I recently travelled to Australia and New Zealand on a Churchill Travelling Fellowship, to learn from approaches to preventing child abuse and neglect in families with complex needs. By complex I mean families where domestic abuse, substance misuse, and mental health concerns are the prevailing issues, often compounded by social isolation, poverty, temporary housing and unemployment.
While there is widespread recognition that intervening early with vulnerable families can improve children’s life chances and break intergenerational cycles of harm, in practice it has proved difficult to truly prevent risks to children from escalating. Recognising that this is a highly challenging area without easy answers, I embarked on a journey to learn from policy, research and practice. Here are some of the ideas that emerged through my conversations with government departments, academics and practitioners.
1 A systemic approach to family support
Across different states of Australia and in New Zealand, I llearned about government-led initiatives which aimed to coordinate service provision, de-escalate risk, prevent referrals to child protection and create efficiencies through joint case working. Each approach was slightly different but had a central focus on prevention.
Mechanisms had been put in place by state governments to coordinate a response to families in need that work across systems, towards a set of agreed outcomes. There was the family referral service in New South Wales; services connect in Victoria; family support networks in Western Australia and children’s teams in New Zealand.
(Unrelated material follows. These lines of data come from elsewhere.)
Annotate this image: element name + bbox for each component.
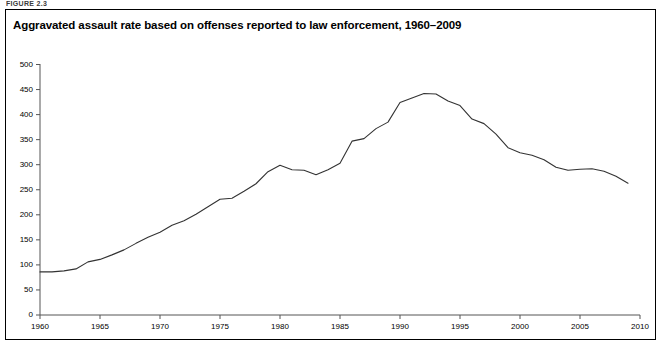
x-axis-tick-label: 1960 — [20, 322, 60, 331]
x-axis-tick-label: 1965 — [80, 322, 120, 331]
y-axis-tick-label: 100 — [9, 260, 33, 269]
y-axis-tick-label: 250 — [9, 185, 33, 194]
y-axis-tick-label: 200 — [9, 210, 33, 219]
x-axis-tick-label: 1980 — [260, 322, 300, 331]
y-axis-tick-label: 300 — [9, 160, 33, 169]
y-axis-tick-label: 500 — [9, 60, 33, 69]
x-axis-tick-label: 1970 — [140, 322, 180, 331]
chart-title: Aggravated assault rate based on offense… — [13, 19, 461, 31]
y-axis-tick-label: 150 — [9, 235, 33, 244]
figure-panel — [5, 9, 656, 340]
y-axis-tick-label: 50 — [9, 285, 33, 294]
x-axis-tick-label: 1975 — [200, 322, 240, 331]
y-axis-tick-label: 450 — [9, 85, 33, 94]
y-axis-tick-label: 350 — [9, 135, 33, 144]
y-axis-tick-label: 0 — [9, 310, 33, 319]
x-axis-tick-label: 2000 — [500, 322, 540, 331]
x-axis-tick-label: 1995 — [440, 322, 480, 331]
x-axis-tick-label: 2005 — [560, 322, 600, 331]
x-axis-tick-label: 1990 — [380, 322, 420, 331]
figure-number-label: FIGURE 2.3 — [6, 0, 47, 7]
x-axis-tick-label: 2010 — [620, 322, 660, 331]
y-axis-tick-label: 400 — [9, 110, 33, 119]
x-axis-tick-label: 1985 — [320, 322, 360, 331]
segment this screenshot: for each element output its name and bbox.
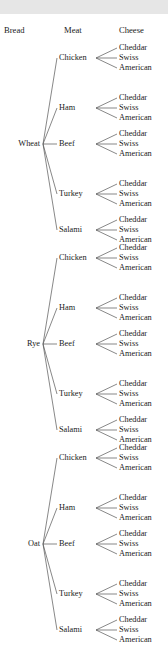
cheese-leaf-wheat-turkey-cheddar: Cheddar: [119, 179, 147, 188]
cheese-leaf-oat-chicken-swiss: Swiss: [119, 453, 138, 462]
cheese-leaf-wheat-beef-american: American: [119, 149, 152, 158]
cheese-leaf-wheat-ham-swiss: Swiss: [119, 103, 138, 112]
cheese-leaf-wheat-chicken-american: American: [119, 63, 152, 72]
cheese-leaf-oat-beef-american: American: [119, 549, 152, 558]
cheese-leaf-wheat-ham-cheddar: Cheddar: [119, 93, 147, 102]
cheese-leaf-rye-beef-american: American: [119, 349, 152, 358]
meat-node-wheat-salami: Salami: [59, 225, 82, 234]
cheese-leaf-rye-beef-cheddar: Cheddar: [119, 329, 147, 338]
cheese-leaf-rye-turkey-swiss: Swiss: [119, 389, 138, 398]
cheese-leaf-wheat-chicken-swiss: Swiss: [119, 53, 138, 62]
cheese-leaf-rye-ham-cheddar: Cheddar: [119, 293, 147, 302]
meat-node-rye-beef: Beef: [59, 339, 75, 348]
cheese-leaf-rye-chicken-swiss: Swiss: [119, 253, 138, 262]
meat-node-wheat-chicken: Chicken: [59, 53, 87, 62]
meat-node-rye-turkey: Turkey: [59, 389, 83, 398]
cheese-leaf-wheat-turkey-swiss: Swiss: [119, 189, 138, 198]
meat-node-oat-beef: Beef: [59, 539, 75, 548]
cheese-leaf-wheat-salami-swiss: Swiss: [119, 225, 138, 234]
tree-diagram: Bread Meat Cheese WheatChickenCheddarSwi…: [0, 0, 168, 664]
meat-node-wheat-turkey: Turkey: [59, 189, 83, 198]
meat-node-rye-ham: Ham: [59, 303, 75, 312]
cheese-leaf-oat-beef-cheddar: Cheddar: [119, 529, 147, 538]
meat-node-rye-chicken: Chicken: [59, 253, 87, 262]
cheese-leaf-oat-salami-american: American: [119, 635, 152, 644]
bread-node-rye: Rye: [0, 339, 40, 348]
bread-node-oat: Oat: [0, 539, 40, 548]
cheese-leaf-oat-ham-swiss: Swiss: [119, 503, 138, 512]
cheese-leaf-rye-salami-cheddar: Cheddar: [119, 415, 147, 424]
cheese-leaf-oat-turkey-cheddar: Cheddar: [119, 579, 147, 588]
cheese-leaf-wheat-beef-swiss: Swiss: [119, 139, 138, 148]
meat-node-rye-salami: Salami: [59, 425, 82, 434]
cheese-leaf-oat-chicken-cheddar: Cheddar: [119, 443, 147, 452]
bread-node-wheat: Wheat: [0, 139, 40, 148]
cheese-leaf-wheat-chicken-cheddar: Cheddar: [119, 43, 147, 52]
meat-node-oat-ham: Ham: [59, 503, 75, 512]
cheese-leaf-oat-beef-swiss: Swiss: [119, 539, 138, 548]
cheese-leaf-rye-ham-swiss: Swiss: [119, 303, 138, 312]
cheese-leaf-rye-turkey-cheddar: Cheddar: [119, 379, 147, 388]
cheese-leaf-wheat-beef-cheddar: Cheddar: [119, 129, 147, 138]
cheese-leaf-oat-chicken-american: American: [119, 463, 152, 472]
cheese-leaf-oat-ham-cheddar: Cheddar: [119, 493, 147, 502]
cheese-leaf-wheat-ham-american: American: [119, 113, 152, 122]
meat-node-oat-chicken: Chicken: [59, 453, 87, 462]
cheese-leaf-oat-salami-cheddar: Cheddar: [119, 615, 147, 624]
cheese-leaf-rye-salami-swiss: Swiss: [119, 425, 138, 434]
meat-node-wheat-ham: Ham: [59, 103, 75, 112]
cheese-leaf-rye-beef-swiss: Swiss: [119, 339, 138, 348]
cheese-leaf-oat-turkey-swiss: Swiss: [119, 589, 138, 598]
cheese-leaf-wheat-salami-cheddar: Cheddar: [119, 215, 147, 224]
meat-node-wheat-beef: Beef: [59, 139, 75, 148]
cheese-leaf-rye-chicken-cheddar: Cheddar: [119, 243, 147, 252]
meat-node-oat-salami: Salami: [59, 625, 82, 634]
cheese-leaf-wheat-turkey-american: American: [119, 199, 152, 208]
cheese-leaf-rye-ham-american: American: [119, 313, 152, 322]
cheese-leaf-oat-ham-american: American: [119, 513, 152, 522]
cheese-leaf-rye-chicken-american: American: [119, 263, 152, 272]
cheese-leaf-rye-turkey-american: American: [119, 399, 152, 408]
cheese-leaf-oat-salami-swiss: Swiss: [119, 625, 138, 634]
cheese-leaf-oat-turkey-american: American: [119, 599, 152, 608]
meat-node-oat-turkey: Turkey: [59, 589, 83, 598]
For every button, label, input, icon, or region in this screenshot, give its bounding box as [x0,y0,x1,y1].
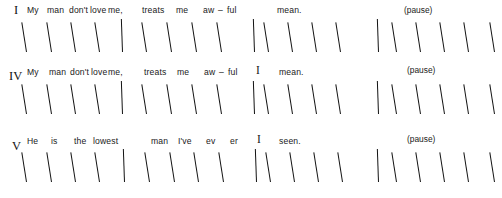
beat-stroke [21,152,27,182]
lyric-syllable: ful [227,6,237,15]
beat-stroke [265,152,271,182]
beat-stroke [289,152,295,182]
measure-barline [377,149,379,182]
beat-stroke [335,22,341,52]
beat-stroke [391,84,397,114]
inline-phrase-marker: I [256,65,260,77]
lyric-syllable: treats [144,68,166,77]
beat-stroke [391,152,397,182]
beat-stroke [335,84,341,114]
lyric-syllable: man [151,137,168,146]
lyric-syllable: me, [108,68,123,77]
lyric-syllable: ev [206,137,215,146]
lyric-syllable: lowest [93,137,118,146]
beat-stroke [70,152,76,182]
beat-stroke [94,152,100,182]
beat-stroke [141,22,147,52]
beat-stroke [489,22,495,52]
stave-v: VHeisthelowestmanI'veeverseen.I(pause) [0,130,502,186]
measure-barline [123,149,125,182]
beat-stroke [415,84,421,114]
measure-barline [377,81,379,114]
beat-stroke [216,22,222,52]
measure-barline [255,149,257,182]
beat-stroke [489,152,495,182]
beat-stroke [94,84,100,114]
lyric-syllable: mean. [279,68,304,77]
beat-stroke [46,152,52,182]
lyric-syllable: mean. [277,6,302,15]
beat-stroke [216,84,222,114]
beat-stroke [46,84,52,114]
beat-stroke [463,22,469,52]
beat-stroke [463,152,469,182]
beat-stroke [439,152,445,182]
beat-stroke [313,152,319,182]
lyric-syllable: I've [178,137,192,146]
lyric-syllable: me [176,6,188,15]
beat-stroke [70,22,76,52]
lyric-syllable: man [47,6,64,15]
beat-stroke [415,22,421,52]
lyric-syllable: the [74,137,86,146]
beat-stroke [263,22,269,52]
beat-stroke [311,84,317,114]
beat-stroke [463,84,469,114]
beat-stroke [439,84,445,114]
lyric-syllable: My [27,68,39,77]
transcription-sheet: IMymandon'tloveme,treatsmeaw–fulmean.(pa… [0,0,502,198]
lyric-syllable: er [230,137,238,146]
measure-barline [377,19,379,52]
lyric-syllable: don't [69,6,88,15]
lyric-syllable: don't [70,68,89,77]
lyric-syllable: love [91,68,107,77]
beat-stroke [166,84,172,114]
beat-stroke [193,152,199,182]
stage-direction: (pause) [407,135,435,143]
lyric-syllable: me, [108,6,123,15]
lyric-syllable: – [219,68,224,77]
beat-stroke [191,22,197,52]
lyric-syllable: aw [203,6,214,15]
lyric-syllable: treats [142,6,164,15]
lyric-syllable: My [27,6,39,15]
stave-label: V [12,140,21,153]
beat-stroke [166,22,172,52]
stave-iv: IVMymandon'tloveme,treatsmeaw–fulmean.I(… [0,62,502,118]
lyric-syllable: love [90,6,106,15]
beat-stroke [287,84,293,114]
stave-i: IMymandon'tloveme,treatsmeaw–fulmean.(pa… [0,0,502,56]
lyric-syllable: seen. [279,137,301,146]
lyric-syllable: He [27,137,38,146]
lyric-syllable: me [177,68,189,77]
measure-barline [121,19,123,52]
beat-stroke [311,22,317,52]
beat-stroke [46,22,52,52]
beat-stroke [141,84,147,114]
measure-barline [253,81,255,114]
measure-barline [253,19,255,52]
inline-phrase-marker: I [257,134,261,146]
beat-stroke [439,22,445,52]
lyric-syllable: is [51,137,58,146]
stave-label: I [14,4,18,17]
beat-stroke [94,22,100,52]
lyric-syllable: aw [204,68,215,77]
beat-stroke [263,84,269,114]
beat-stroke [337,152,343,182]
measure-barline [121,81,123,114]
stage-direction: (pause) [404,6,432,14]
beat-stroke [21,22,27,52]
beat-stroke [169,152,175,182]
beat-stroke [489,84,495,114]
beat-stroke [415,152,421,182]
beat-stroke [191,84,197,114]
beat-stroke [144,152,150,182]
lyric-syllable: – [218,6,223,15]
lyric-syllable: man [49,68,66,77]
stave-label: IV [9,70,22,83]
beat-stroke [287,22,293,52]
stage-direction: (pause) [407,66,435,74]
beat-stroke [218,152,224,182]
beat-stroke [70,84,76,114]
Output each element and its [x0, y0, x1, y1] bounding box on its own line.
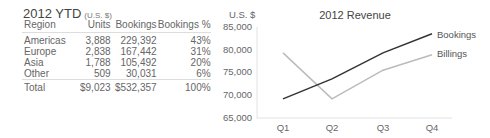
- y-tick-label: 75,000: [223, 66, 252, 77]
- y-axis-unit-label: U.S. $: [229, 9, 256, 20]
- x-tick-label: Q1: [277, 122, 290, 133]
- x-tick-label: Q4: [426, 122, 439, 133]
- y-tick-label: 85,000: [223, 21, 252, 32]
- y-axis: 85,000 80,000 75,000 70,000 65,000: [223, 21, 257, 123]
- x-tick-label: Q2: [326, 122, 339, 133]
- bookings-line: [283, 34, 432, 99]
- y-tick-label: 65,000: [223, 112, 252, 123]
- y-tick-label: 80,000: [223, 44, 252, 55]
- legend-bookings: Bookings: [437, 29, 476, 40]
- x-axis: Q1 Q2 Q3 Q4: [257, 118, 452, 133]
- y-tick-label: 70,000: [223, 89, 252, 100]
- legend-billings: Billings: [437, 48, 467, 59]
- chart-title: 2012 Revenue: [319, 9, 391, 21]
- revenue-line-chart: U.S. $ 2012 Revenue 85,000 80,000 75,000…: [0, 0, 490, 138]
- x-tick-label: Q3: [377, 122, 390, 133]
- billings-line: [283, 53, 432, 99]
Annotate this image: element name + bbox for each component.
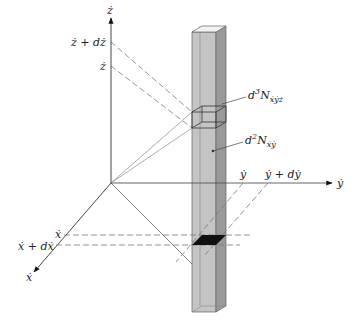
ray-base [111,183,192,264]
column-side-face [216,26,226,312]
ray-upper [111,112,192,183]
ray-lower [111,128,192,183]
column-point [212,150,215,153]
x-lower-label: ẋ [55,228,62,241]
y-lower-label: ẏ [239,168,247,181]
x-axis [34,183,111,272]
y-upper-label: ẏ + dẏ [264,168,301,181]
z-upper-label: ż + dż [70,36,106,49]
column-front-face [192,32,216,312]
z-upper-dash [111,42,192,112]
z-lower-label: ż [99,60,106,73]
d2n-label: d2Nẋẏ [245,132,276,149]
x-axis-label: ẋ [26,271,33,284]
z-axis-label: ż [106,4,113,17]
phase-space-diagram: ż ż + dż ż ẏ ẏ ẏ + dẏ ẋ ẋ ẋ + dẋ d3Nẋẏż … [0,0,362,321]
y-axis-label: ẏ [336,177,344,190]
z-lower-dash [111,66,192,128]
x-upper-label: ẋ + dẋ [18,240,54,253]
d3n-label: d3Nẋẏż [248,87,284,104]
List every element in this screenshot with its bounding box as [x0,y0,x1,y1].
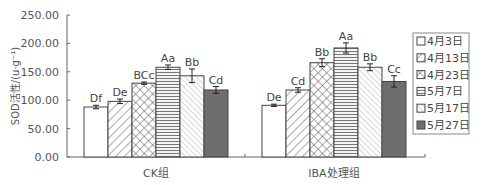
y-tick-label: 100.00 [21,94,60,107]
category-label: IBA处理组 [308,166,359,180]
significance-label: De [112,86,127,99]
significance-label: Cc [387,63,401,76]
legend-label: 4月23日 [427,69,470,82]
significance-label: Bb [363,51,378,64]
y-tick-label: 250.00 [21,9,60,22]
bar [180,76,204,157]
legend-label: 4月13日 [427,52,470,65]
significance-label: De [266,91,281,104]
significance-label: BCc [133,69,154,82]
category-label: CK组 [143,166,169,180]
bar [204,90,228,157]
legend-label: 4月3日 [427,35,463,48]
bar [156,67,180,157]
y-tick-label: 150.00 [21,66,60,79]
legend-swatch [417,71,425,79]
significance-label: Bb [185,56,200,69]
significance-label: Df [90,92,103,105]
legend-label: 5月17日 [427,102,470,115]
legend-swatch [417,87,425,95]
significance-label: Cd [209,74,224,87]
legend-swatch [417,121,425,129]
legend-swatch [417,37,425,45]
bar [84,107,108,157]
legend: 4月3日4月13日4月23日5月7日5月17日5月27日 [413,33,470,134]
significance-label: Bb [315,46,330,59]
y-axis-title: SOD活性/(u·g⁻¹) [9,47,21,125]
bar [132,83,156,157]
significance-label: Aa [161,52,175,65]
legend-swatch [417,54,425,62]
legend-label: 5月27日 [427,119,470,132]
y-tick-label: 0.00 [35,151,60,164]
bar [262,105,286,157]
bar [286,90,310,157]
y-axis: 0.0050.00100.00150.00200.00250.00 [21,9,71,164]
y-tick-label: 200.00 [21,37,60,50]
bar [334,48,358,157]
bar [108,101,132,157]
legend-label: 5月7日 [427,85,463,98]
legend-swatch [417,104,425,112]
bar-chart: 0.0050.00100.00150.00200.00250.00 DfDeBC… [0,0,481,185]
significance-label: Aa [339,30,353,43]
y-tick-label: 50.00 [28,123,60,136]
bar [310,63,334,157]
significance-label: Cd [291,75,306,88]
bar [382,81,406,157]
bar [358,67,382,157]
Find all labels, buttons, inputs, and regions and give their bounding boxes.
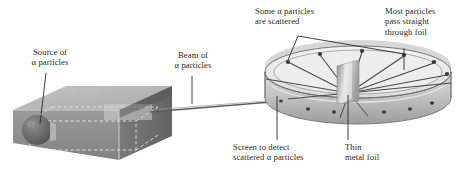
label-source: Source of α particles <box>7 47 93 68</box>
label-pass-through: Most particles pass straight through foi… <box>385 6 455 37</box>
label-foil: Thin metal foil <box>345 142 415 163</box>
diagram-canvas: Source of α particles Beam of α particle… <box>0 0 456 180</box>
label-scattered: Some α particles are scattered <box>255 6 365 27</box>
label-screen: Screen to detect scattered α particles <box>233 142 353 163</box>
label-beam: Beam of α particles <box>152 50 234 71</box>
source-box <box>13 86 172 160</box>
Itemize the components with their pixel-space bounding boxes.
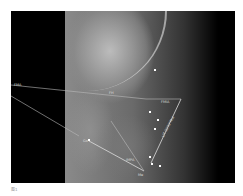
fh-label: FH	[109, 91, 114, 95]
me-label: Me	[138, 173, 143, 177]
go-label: Go	[83, 139, 88, 143]
fma-label-left: FMA	[14, 83, 21, 87]
impa-label: IMPA	[126, 158, 134, 162]
fmia-label: FMIA	[161, 100, 169, 104]
tracing-lines	[11, 11, 235, 183]
figure-caption: 图1	[11, 186, 18, 192]
cephalometric-figure: FMA FMIA IMPA LIT 0270°Mol Go Me FH	[11, 11, 235, 183]
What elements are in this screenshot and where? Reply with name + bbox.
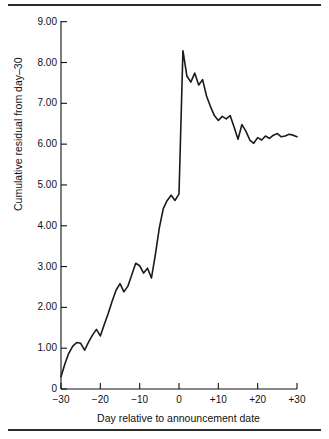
x-tick-label: 0 <box>176 395 182 405</box>
data-series-line <box>61 51 297 377</box>
y-tick-label: 1.00 <box>12 343 57 353</box>
x-tick-label: −30 <box>53 395 70 405</box>
x-tick-label: +10 <box>210 395 227 405</box>
x-axis-title: Day relative to announcement date <box>14 412 329 424</box>
y-tick-label: 4.00 <box>12 221 57 231</box>
y-ticks-group <box>61 22 67 389</box>
x-tick-label: +30 <box>289 395 306 405</box>
x-tick-label: +20 <box>249 395 266 405</box>
y-axis-title: Cumulative residual from day–30 <box>12 58 24 212</box>
y-tick-label: 2.00 <box>12 302 57 312</box>
y-tick-label: 3.00 <box>12 262 57 272</box>
figure-container: 01.002.003.004.005.006.007.008.009.00 −3… <box>0 0 329 439</box>
y-tick-label: 9.00 <box>12 17 57 27</box>
x-tick-label: −20 <box>92 395 109 405</box>
axes-group <box>61 21 297 389</box>
x-ticks-group <box>61 383 297 389</box>
y-tick-label: 0 <box>12 384 57 394</box>
x-tick-label: −10 <box>131 395 148 405</box>
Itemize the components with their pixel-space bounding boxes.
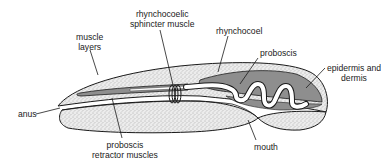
label-anus: anus: [18, 109, 37, 119]
label-rhynchocoel: rhynchocoel: [216, 26, 262, 36]
label-mouth: mouth: [254, 142, 278, 152]
label-line: dermis: [327, 73, 381, 83]
label-line: rhynchocoelic: [130, 9, 194, 19]
label-line: proboscis: [92, 140, 158, 150]
label-line: retractor muscles: [92, 150, 158, 160]
label-line: muscle: [76, 32, 103, 42]
label-retractor-muscles: proboscis retractor muscles: [92, 140, 158, 160]
label-line: layers: [76, 42, 103, 52]
label-line: sphincter muscle: [130, 19, 194, 29]
label-line: epidermis and: [327, 63, 381, 73]
label-muscle-layers: muscle layers: [76, 32, 103, 52]
label-epidermis-dermis: epidermis and dermis: [327, 63, 381, 83]
label-sphincter-muscle: rhynchocoelic sphincter muscle: [130, 9, 194, 29]
ventral-body-wall: [60, 101, 258, 133]
label-proboscis: proboscis: [260, 48, 297, 58]
ventral-anterior: [258, 111, 326, 130]
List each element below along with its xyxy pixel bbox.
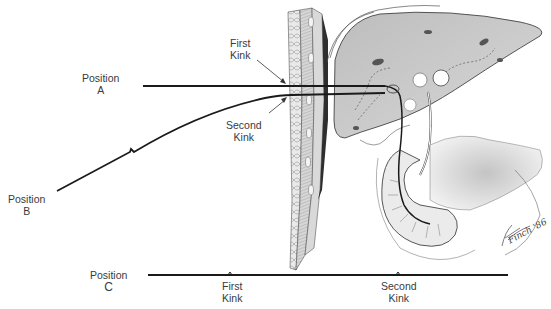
medical-diagram: First Kink Position A Second Kink Positi… <box>0 0 551 309</box>
label-line: Kink <box>230 49 250 61</box>
label-second-kink-top: Second Kink <box>226 119 262 143</box>
label-line: B <box>8 205 45 217</box>
label-line: Position <box>82 72 119 84</box>
label-line: A <box>82 84 119 96</box>
label-first-kink-top: First Kink <box>230 37 250 61</box>
label-position-c: Position C <box>90 269 127 293</box>
label-line: Second <box>226 119 262 131</box>
label-line: C <box>90 281 127 293</box>
label-position-a: Position A <box>82 72 119 96</box>
label-line: Kink <box>226 131 262 143</box>
label-line: Kink <box>222 292 242 304</box>
label-line: Position <box>8 193 45 205</box>
abdominal-wall <box>288 8 328 270</box>
label-second-kink-bottom: Second Kink <box>381 280 417 304</box>
diagram-artwork <box>0 0 551 309</box>
label-line: Kink <box>381 292 417 304</box>
label-line: Second <box>381 280 417 292</box>
wire-position-c <box>148 272 508 275</box>
label-line: First <box>222 280 242 292</box>
label-position-b: Position B <box>8 193 45 217</box>
label-line: First <box>230 37 250 49</box>
label-first-kink-bottom: First Kink <box>222 280 242 304</box>
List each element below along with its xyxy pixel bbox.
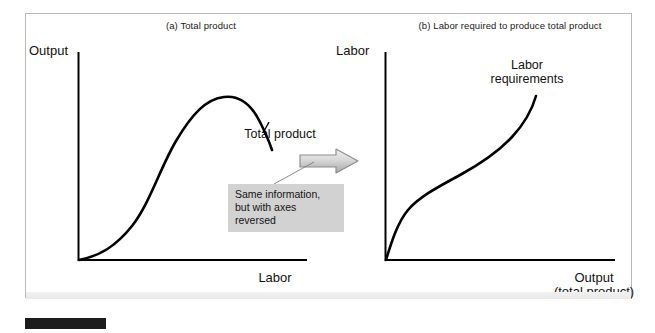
panel-b-plot — [0, 0, 655, 333]
bottom-shade-band — [26, 292, 631, 299]
caption-bar — [25, 318, 106, 329]
labor-requirements-curve — [386, 96, 536, 260]
figure-root: (a) Total product Output Labor Total pro… — [0, 0, 655, 333]
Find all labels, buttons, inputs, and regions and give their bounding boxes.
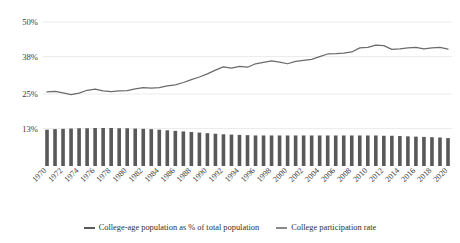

The common features of these approaches are that:
- A lead agency takes responsibility for case management and the coordination of support for a family;
- Adult and child services work together, including health, education, housing, police, child protection, domestic abuse, and substance misuse services;
- A helpline serves to triage cases;
- A shared data system and outcomes framework is in place; and
- The aim is to intervene early to prevent issues from escalating.
These are ways of organising services around families, recognising that the issues they face are inter-dependent and it takes a joint concerted effort across multiple systems to intervene early in families with multiple needs. I don’t think this is news to anybody. In theory there’s an understanding over here too that, for example, poor housing affects parental mental health and children’s ability to thrive. But still agencies work in distinct silos, each responding to separate statutory guidance and local policy without seeing the family as a whole. Central to early intervention is the capacity to use data intelligently, to map families’ journeys in and out of a complex array of circumstances and services.
2 Innovation through co-design with families
Fundamental to early intervention in families with complex needs is a belief that parents have the capacity to change and provide safe and nurturing care for their children. The Australian Centre for Social Innovation (Tacsi) recognises that a strengths-based approach to working with families can motivate and inspire families with transformational results.
Family by Family was developed as part of an exploration of the child protection system and ways of reducing the numbers of children in care. A multi-disciplinary team was set up to work with statutory child protection services and a design team. Tacsi led ethnographic research with families to understand ”what’s hard and what helps…what’s the key to moving beyond just getting by, to thriving”. They spoke to a wide range of families in a specific community, and in response co-designed Family by Family, a peer support model that matches volunteer “sharing families”, who have been through difficult times to “seeking families” who need support. A family coach (usually a social worker) supports the process of sharing and seeking, but remains the professional in the background to give advice and guidance. The fact that sharing families have been through challenging experiences and are willing to help others overcome similar difficulties is key to the approach.
As well as learning about the co-design process, what I took away from this is that the rhetoric in the UK about families with complex needs has to change, starting with a strengths and assets-based approach to vulnerable families and communities. The evidence is clear that individuals are motivated to change when they have a sense of control and decision making power over their own lives, however limited that may be.
For families facing poverty, social isolation, unstable housing, domestic abuse, substance misuse or mental ill-health, the options for a better future are barely imaginable. Even less so if they have no model of alternative behaviour and relationships to refer to. The way that we speak about, write about, make decisions about and talk to children and families makes a difference.
3 Re-imagining communities
Prevention of abuse and neglect isn’t just about agencies working together to coordinate referrals, family assessments and a response. The voluntary and statutory sectors need to work in partnership to support local communities to create safe and supportive environments for children and families. I came away from my travels thinking about what it would look like to be working towards common outcomes in a local area, co-designing a systemic approach to family support that involves schools, children’s centres, the voluntary and community sector, health and social care commissioners, adult services and the child protection system. This would need to include data linkage across multiple systems to identify families’ entry and exit points; using and sharing the best available evidence of what works to protect children,and wide consultation with families to co-design solutions to community concerns.
The most inspiring conversations and approaches I came across were rooted in the principles of working with hope, empowering families to imagine a different future for themselves and their children. To facilitate this, bold decisions need to be taken to listen to children and families, respond with agile and flexible systems and processes and co-create more effective, evidence-based, and preventative solutions.
Jessica Cundy is development and impact manager at the NSPCC.
To find out more about Winston Churchill Travelling Fellowships, visit wcmt.org.uk.